TL;DR

Microsoft AI CEO Mustafa Suleyman questioned why people call AI “underwhelming” after Windows boss Pavan Davuluri’s “agentic OS” tweet triggered backlash. Critics cited reliability, performance, and ease-of-use concerns, with one programmer stating users “don’t care about any of this shit”. Davuluri later dropped AI mentions, emphasising commitment to improving Windows experience. The exchange highlights disconnect between corporate AI enthusiasm and user priorities.

Corporate Vision Meets User Scepticism

Mustafa Suleyman, CEO of Microsoft’s AI group, expressed frustration at AI criticism following negative reaction to the company’s Windows evolution announcement. “Jeez there so many cynics! It cracks me up when I hear people call AI underwhelming,” he tweeted, contrasting current AI capabilities with growing up playing Snake on Nokia phones.

Last week, Windows boss Pavan Davuluri tweeted that “Windows is evolving into an agentic OS, connecting devices, cloud, and AI to unlock intelligent productivity and secure work anywhere.” Rather than generating interest, the announcement triggered harsh feedback. “Stop this non-sense. No one wants this,” wrote one programmer. “You live in a Twitter bubble where AI will create tons of wealth and you will perish unless you adopt it now. But your users are not in this bubble.”

Response and Reality Check

After disabling public replies to his original tweet, Davuluri acknowledged criticism: “I’ve read through the comments and see focus on things like reliability, performance, ease of use and more.” His follow-up dropped AI mentions entirely, instead emphasising Microsoft’s commitment to improving Windows experience and addressing pain points.

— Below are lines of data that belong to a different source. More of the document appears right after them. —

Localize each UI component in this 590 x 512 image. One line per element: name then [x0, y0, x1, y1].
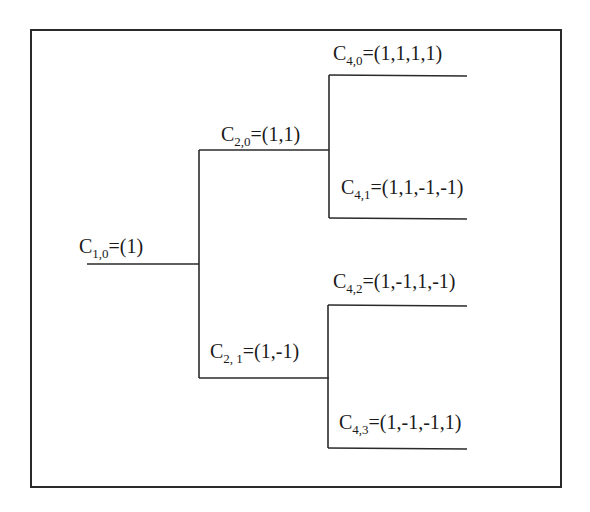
code-value: =(1) [109, 235, 144, 257]
node-label-c40: C4,0=(1,1,1,1) [333, 43, 442, 63]
code-index: 2, 1 [223, 351, 243, 366]
code-name: C [210, 340, 223, 362]
code-name: C [221, 123, 234, 145]
code-index: 4,1 [354, 187, 370, 202]
node-label-c20: C2,0=(1,1) [221, 124, 300, 144]
edge-c40 [329, 75, 467, 76]
code-value: =(1,-1,1,-1) [363, 270, 456, 292]
code-index: 2,0 [234, 134, 250, 149]
code-name: C [333, 270, 346, 292]
node-label-c43: C4,3=(1,-1,-1,1) [339, 412, 462, 432]
code-index: 4,0 [346, 53, 362, 68]
edge-c41 [329, 218, 467, 219]
code-value: =(1,1,1,1) [363, 42, 443, 64]
code-name: C [79, 235, 92, 257]
node-label-c21: C2, 1=(1,-1) [210, 341, 299, 361]
code-value: =(1,-1) [243, 340, 299, 362]
node-label-c42: C4,2=(1,-1,1,-1) [333, 271, 456, 291]
code-index: 1,0 [92, 246, 108, 261]
code-name: C [341, 176, 354, 198]
code-name: C [339, 411, 352, 433]
edge-c42 [328, 305, 467, 306]
node-label-c10: C1,0=(1) [79, 236, 143, 256]
node-label-c41: C4,1=(1,1,-1,-1) [341, 177, 464, 197]
code-value: =(1,1,-1,-1) [371, 176, 464, 198]
code-value: =(1,1) [251, 123, 301, 145]
outer-frame [31, 30, 561, 487]
code-index: 4,3 [352, 422, 368, 437]
code-name: C [333, 42, 346, 64]
code-index: 4,2 [346, 281, 362, 296]
code-value: =(1,-1,-1,1) [369, 411, 462, 433]
edge-c43 [328, 448, 467, 449]
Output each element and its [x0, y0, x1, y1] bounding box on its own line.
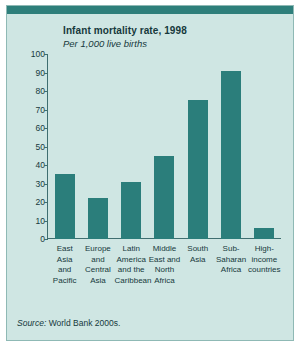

Suleyman’s defence has received its own backlash, with critics noting generative AI faces significant problems including hallucinating incorrect information, sparking copyright infringement legal battles, and potentially displacing human workers. Tesla CEO Elon Musk endorsed Suleyman’s perspective, though Musk leads xAI, competing against both OpenAI and Microsoft.

Looking Forward

The exchange reveals fundamental tension between corporate AI strategy and user priorities. Microsoft has made AI central to its software approach, with Suleyman claiming AI is “the smartest, most capable technology ever invented” that “keeps improving even faster than we thought possible”. However, user feedback suggests concerns about reliability, practical utility, and implementation quality outweigh enthusiasm for technological capabilities—highlighting the challenge of translating impressive AI demonstrations into solutions addressing actual user needs rather than perceived strategic imperatives.